→ **TASK STATEMENT**
Reproduce the listing below exactly, beginning with its first line and ending with the line that holds "Task: Click on the AREAS WE SERVE"; pictures are not part of the copy.

→ **AVAILABLE RECORDS**
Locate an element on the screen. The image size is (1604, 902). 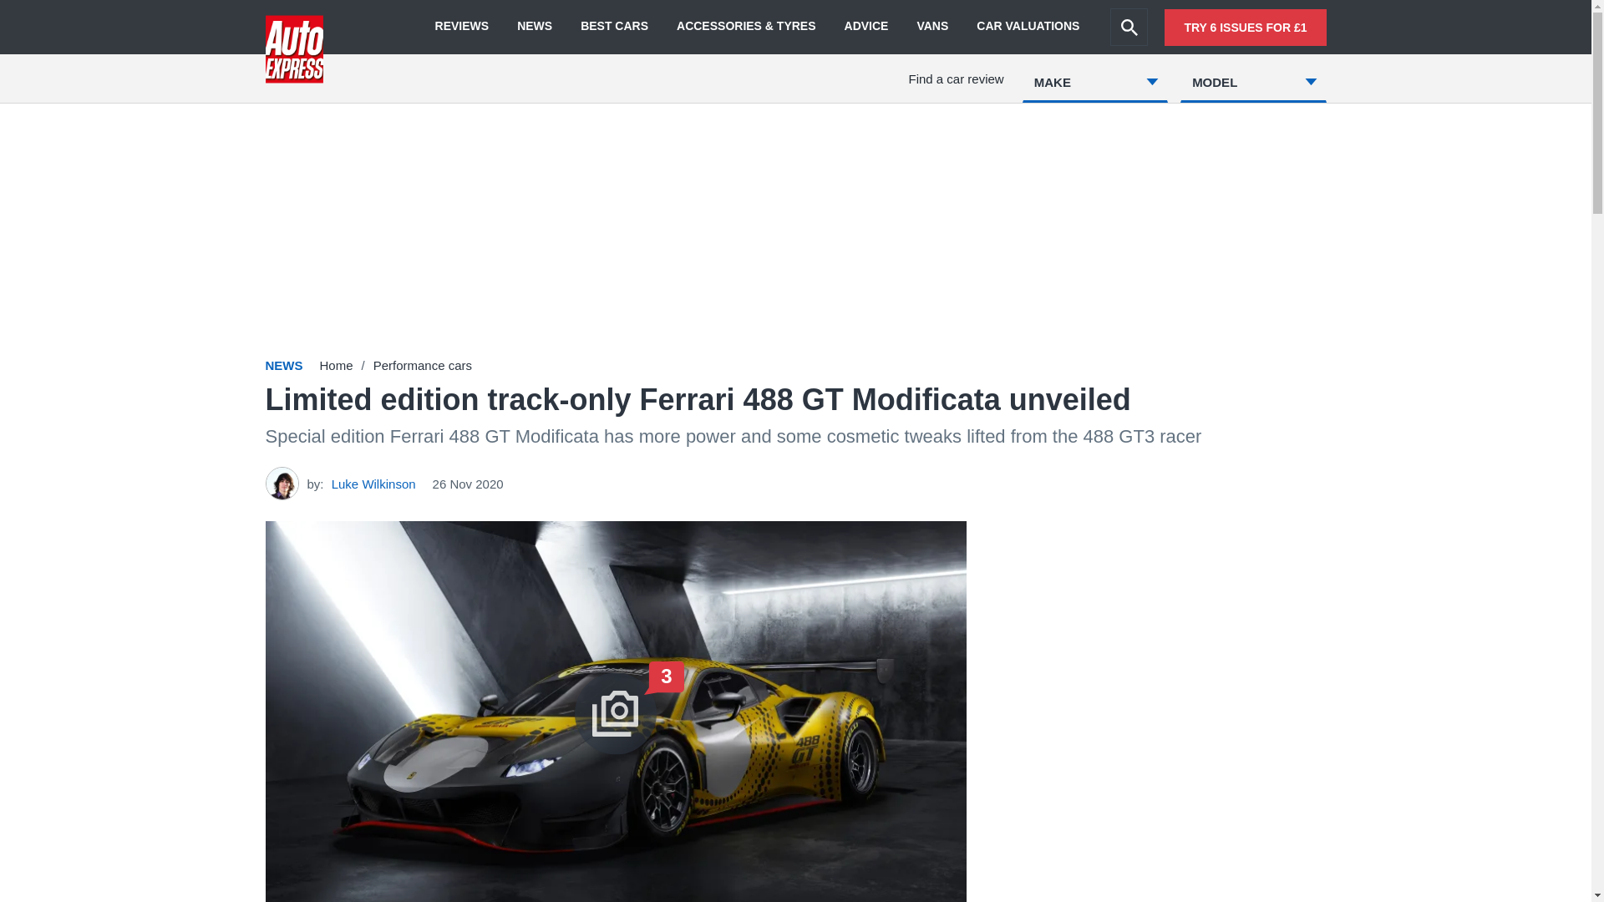
Search is located at coordinates (1128, 27).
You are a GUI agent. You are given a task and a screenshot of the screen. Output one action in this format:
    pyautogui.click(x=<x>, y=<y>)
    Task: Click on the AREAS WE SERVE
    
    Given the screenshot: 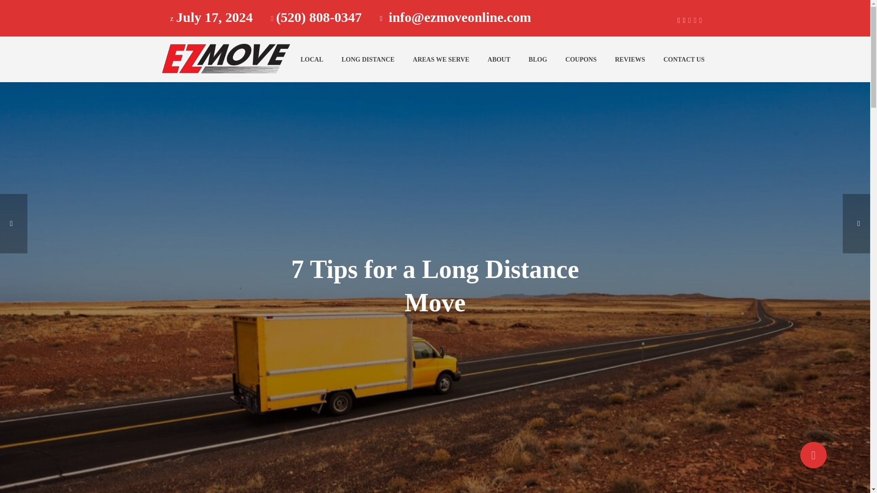 What is the action you would take?
    pyautogui.click(x=441, y=60)
    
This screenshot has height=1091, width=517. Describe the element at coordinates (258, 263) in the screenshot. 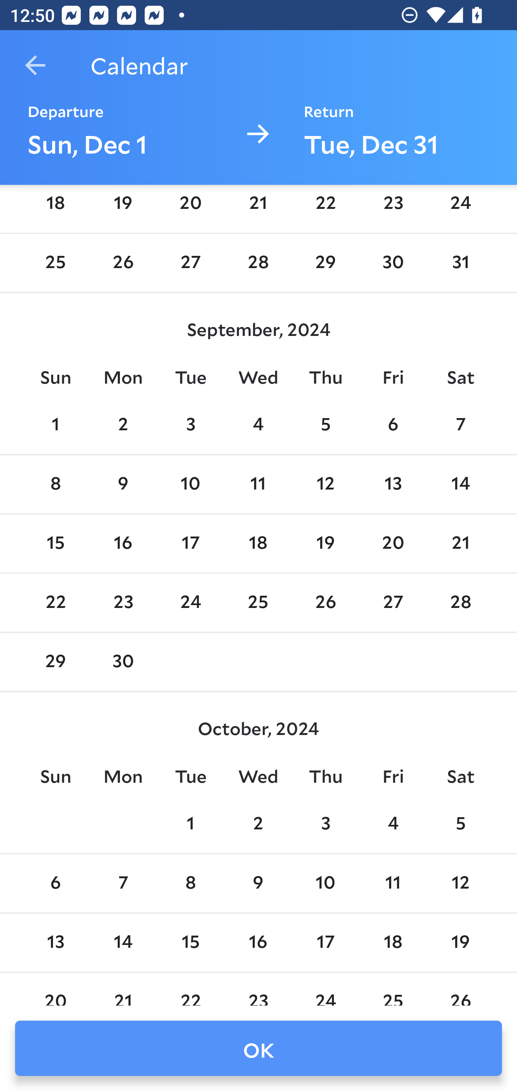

→ **ANSWER SECTION**
Locate an element on the screen. The image size is (1604, 902). 
Search is located at coordinates (1128, 27).
You are a GUI agent. You are given a task and a screenshot of the screen. Output one action in this format:
    pyautogui.click(x=<x>, y=<y>)
    Task: Click on the AREAS WE SERVE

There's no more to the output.